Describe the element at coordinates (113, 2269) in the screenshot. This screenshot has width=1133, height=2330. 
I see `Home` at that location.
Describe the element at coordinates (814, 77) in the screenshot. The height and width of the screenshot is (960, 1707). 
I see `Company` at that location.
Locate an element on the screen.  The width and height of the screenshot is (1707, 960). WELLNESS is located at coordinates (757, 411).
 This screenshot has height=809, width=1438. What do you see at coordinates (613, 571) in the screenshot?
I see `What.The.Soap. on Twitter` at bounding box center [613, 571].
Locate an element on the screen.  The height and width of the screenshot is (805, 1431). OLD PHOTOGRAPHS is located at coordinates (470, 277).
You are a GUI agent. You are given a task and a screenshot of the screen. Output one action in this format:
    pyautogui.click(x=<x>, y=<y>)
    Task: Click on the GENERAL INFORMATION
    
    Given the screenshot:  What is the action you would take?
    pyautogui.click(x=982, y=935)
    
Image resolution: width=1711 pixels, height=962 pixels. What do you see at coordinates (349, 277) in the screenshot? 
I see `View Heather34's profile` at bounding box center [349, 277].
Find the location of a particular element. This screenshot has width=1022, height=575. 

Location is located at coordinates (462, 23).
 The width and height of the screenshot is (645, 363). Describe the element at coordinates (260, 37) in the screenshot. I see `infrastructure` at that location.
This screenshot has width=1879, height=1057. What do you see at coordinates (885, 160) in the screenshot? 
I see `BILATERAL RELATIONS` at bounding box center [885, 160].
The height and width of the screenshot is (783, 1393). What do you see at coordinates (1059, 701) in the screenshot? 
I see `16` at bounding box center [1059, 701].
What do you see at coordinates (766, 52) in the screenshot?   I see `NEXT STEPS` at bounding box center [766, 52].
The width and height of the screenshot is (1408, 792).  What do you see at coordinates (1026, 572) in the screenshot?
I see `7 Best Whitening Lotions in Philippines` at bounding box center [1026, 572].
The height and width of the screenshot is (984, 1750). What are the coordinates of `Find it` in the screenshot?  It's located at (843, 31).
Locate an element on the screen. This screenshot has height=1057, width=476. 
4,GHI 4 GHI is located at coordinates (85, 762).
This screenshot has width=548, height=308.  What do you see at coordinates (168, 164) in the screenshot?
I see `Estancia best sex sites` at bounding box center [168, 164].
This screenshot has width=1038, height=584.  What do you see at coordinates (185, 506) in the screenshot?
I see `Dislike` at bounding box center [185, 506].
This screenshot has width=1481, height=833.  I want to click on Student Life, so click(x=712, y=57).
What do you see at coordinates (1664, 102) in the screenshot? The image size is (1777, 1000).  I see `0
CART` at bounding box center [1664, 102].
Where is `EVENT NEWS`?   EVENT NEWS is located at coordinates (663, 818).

■ WHAT THE TASK REQUIRES
Beginning with the line that contains "This screenshot has width=1481, height=833.", return every line through the end of the data above, exactly as written.

■ RESPONSE TO THIS EXERCISE
This screenshot has width=1481, height=833.  I want to click on Student Life, so click(x=712, y=57).
What do you see at coordinates (1664, 102) in the screenshot? The image size is (1777, 1000).  I see `0
CART` at bounding box center [1664, 102].
Where is `EVENT NEWS`?   EVENT NEWS is located at coordinates (663, 818).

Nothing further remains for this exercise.